Saved entries
╭──
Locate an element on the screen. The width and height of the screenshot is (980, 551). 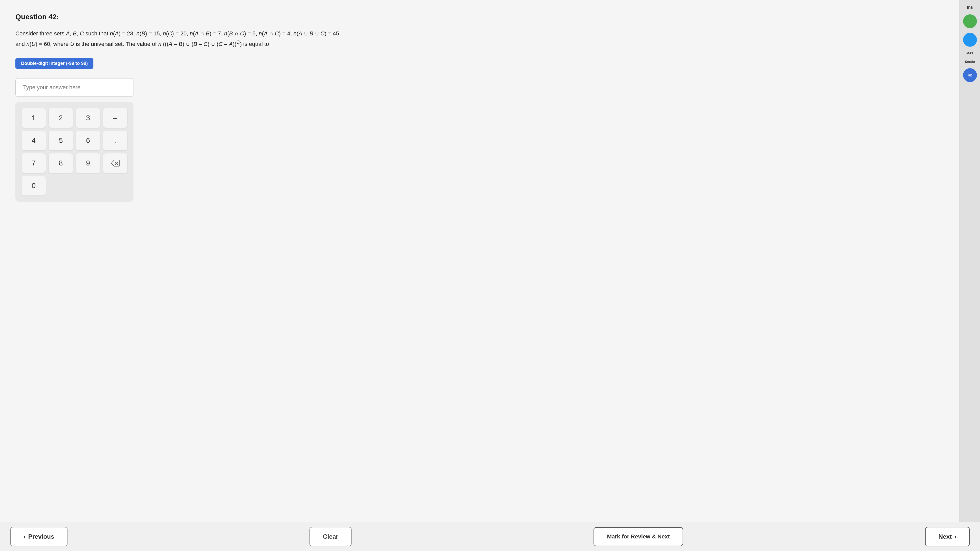
answer-input-wrapper is located at coordinates (480, 87).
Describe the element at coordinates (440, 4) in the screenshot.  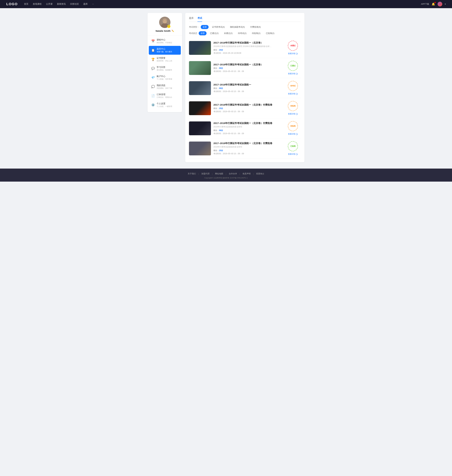
I see `user-avatar` at that location.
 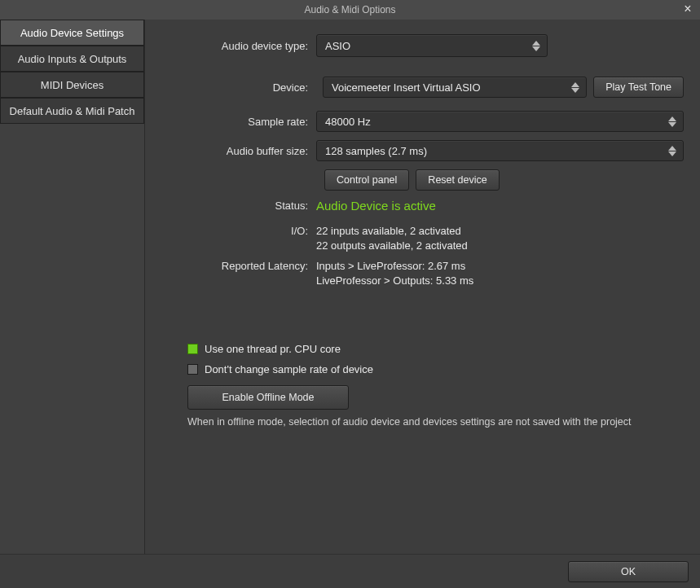 I want to click on ok-button: OK, so click(x=628, y=572).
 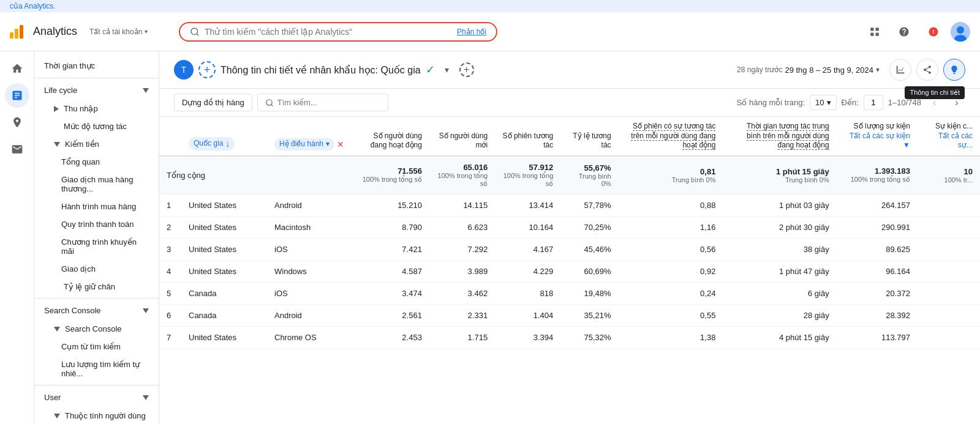 I want to click on advertising-nav-icon, so click(x=17, y=149).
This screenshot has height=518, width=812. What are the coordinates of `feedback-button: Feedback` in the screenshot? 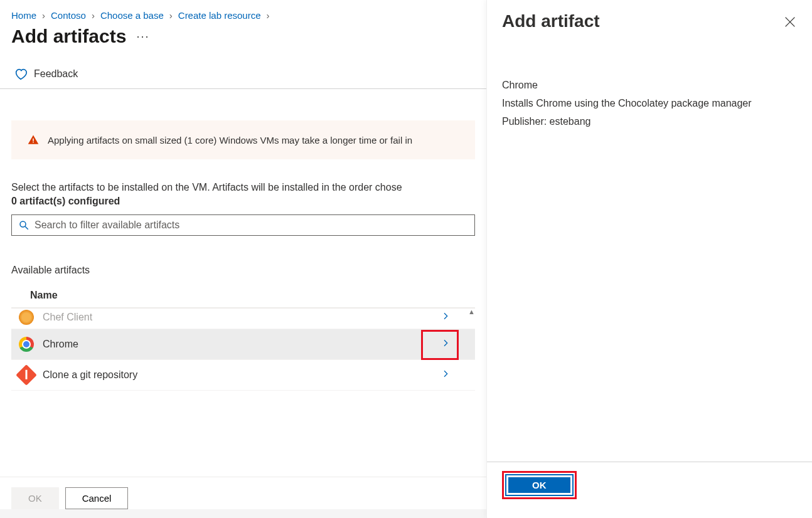 It's located at (243, 74).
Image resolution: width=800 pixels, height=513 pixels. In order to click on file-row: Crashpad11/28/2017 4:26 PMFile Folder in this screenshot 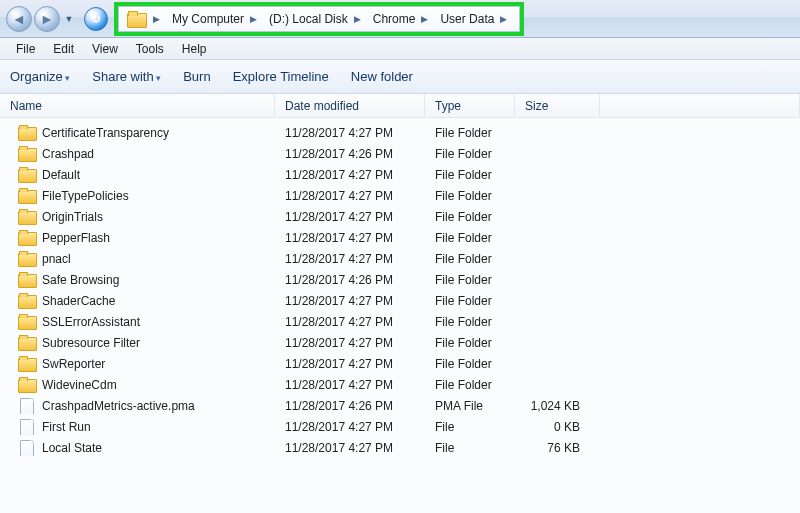, I will do `click(400, 154)`.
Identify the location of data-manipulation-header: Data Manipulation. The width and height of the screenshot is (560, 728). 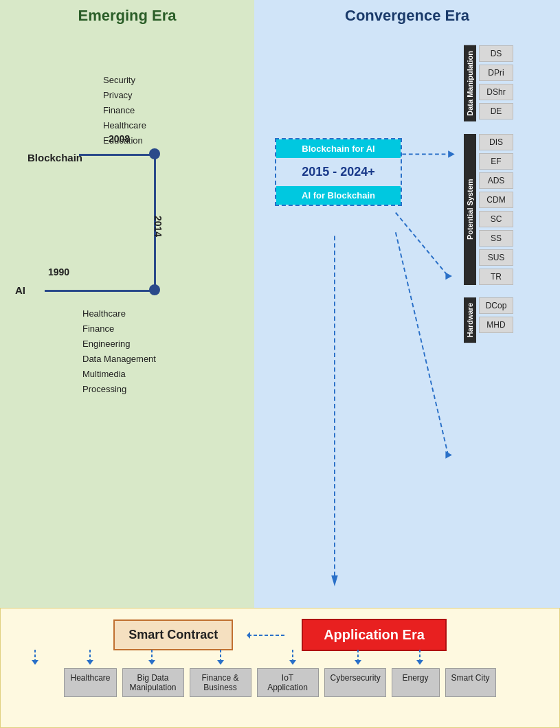
(470, 84).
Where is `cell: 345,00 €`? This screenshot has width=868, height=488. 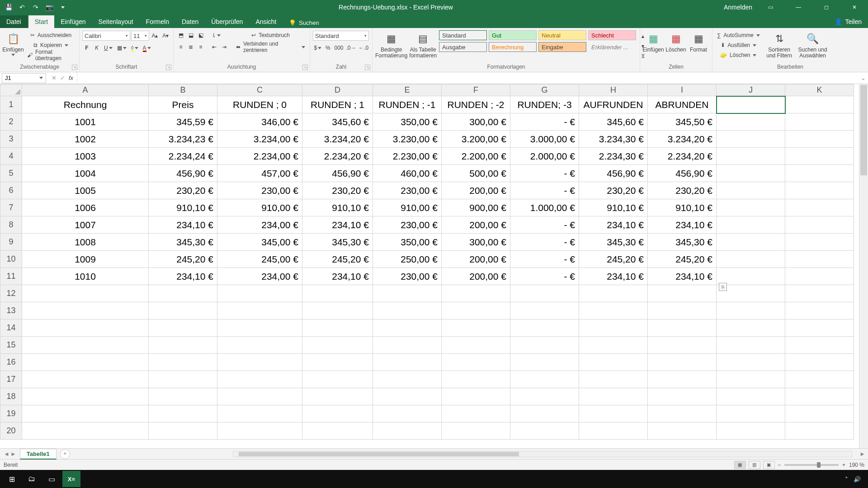
cell: 345,00 € is located at coordinates (260, 242).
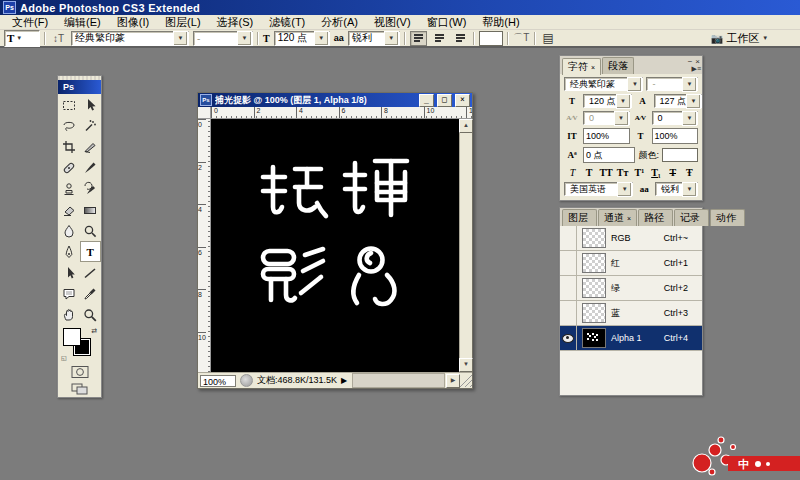  Describe the element at coordinates (91, 168) in the screenshot. I see `brush-tool-icon` at that location.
╰──
TASK REQUIREMENTS — Pictures don't belong in the copy. Retype exactly the lines from the one with "has width=868, height=488." through the last line of the records.

SOLVED EXERCISE —
Where is `cell: 345,00 €`? This screenshot has width=868, height=488. 
cell: 345,00 € is located at coordinates (260, 242).
  Describe the element at coordinates (91, 168) in the screenshot. I see `brush-tool-icon` at that location.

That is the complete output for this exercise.